EDITORIAL: Broad support key to the success of school-feeding programme
Monday, December 07, 2020

The Prime Minister told Parliament last week that the government was planning to spend some Rwf38 billion in the first year of a broader school-feeding programme, which will cover all public schools.

The scheme is expected to start next month, January 2021. 

With a target of reaching at least 3.3 million primary and secondary schoolchildren during school term time across the country, the revised school-feeding programme is a gigantic undertaking that will need the participation of a wide spectrum of stakeholders to succeed.

First, it is difficult to envision the sustainability of the programme without active involvement of parents and the community at large. Ensuring that our children don’t go hungry, particularly during school time, is a noble responsibility that should appeal to several players, including private businesses and the corporate world, as well as civil society organisations.

This is particularly critical as a significant number of parents are unable to make financial contributions toward the cause – even as the government is rightly considering different options through which such parents can meaningfully partake in the effort.

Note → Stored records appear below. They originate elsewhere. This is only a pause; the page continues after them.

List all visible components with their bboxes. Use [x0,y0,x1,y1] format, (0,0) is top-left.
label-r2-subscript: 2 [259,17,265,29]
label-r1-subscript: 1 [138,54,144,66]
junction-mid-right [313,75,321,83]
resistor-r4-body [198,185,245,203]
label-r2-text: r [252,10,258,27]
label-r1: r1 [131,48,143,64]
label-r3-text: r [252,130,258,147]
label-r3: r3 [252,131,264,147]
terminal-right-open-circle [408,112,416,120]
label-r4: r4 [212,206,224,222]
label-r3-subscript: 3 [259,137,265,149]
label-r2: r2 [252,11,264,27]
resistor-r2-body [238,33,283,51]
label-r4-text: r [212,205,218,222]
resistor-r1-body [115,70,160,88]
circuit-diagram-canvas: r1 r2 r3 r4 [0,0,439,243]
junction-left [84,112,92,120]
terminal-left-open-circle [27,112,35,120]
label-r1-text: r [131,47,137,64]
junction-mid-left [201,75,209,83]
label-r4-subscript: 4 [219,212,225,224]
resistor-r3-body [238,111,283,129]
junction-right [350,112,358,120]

In recent days, inspired largely by his own experience growing up as a child, Manchester United’s star forward Marcus Rashford has become a leading campaigner for free meals to schoolchildren from poor families in the UK, shining a new light on the matter.

Indeed, school-based meals have proved to be a lifeline for millions of youngsters around the world and a key driver for student retention and good grades both in developing and developed countries. School-feeding allows students from poor backgrounds to concentrate on their studies without having to worry about where their next meal will come from.

It is, therefore, only appropriate for any people-centred government to dedicate a budget for such a programme. Nonetheless, as already indicated, it is next to impossible for governments to successfully go it alone without leaving out any deserving student, much less in developing countries.

In the case of Rwanda, while the school-feeding programme is a long-term undertaking, there is a need to draw from previous initiatives that received broad support from a wide-range of stakeholders with a view to ensuring that the scheme does not only start strongly but is sustained once it is finally rolled out.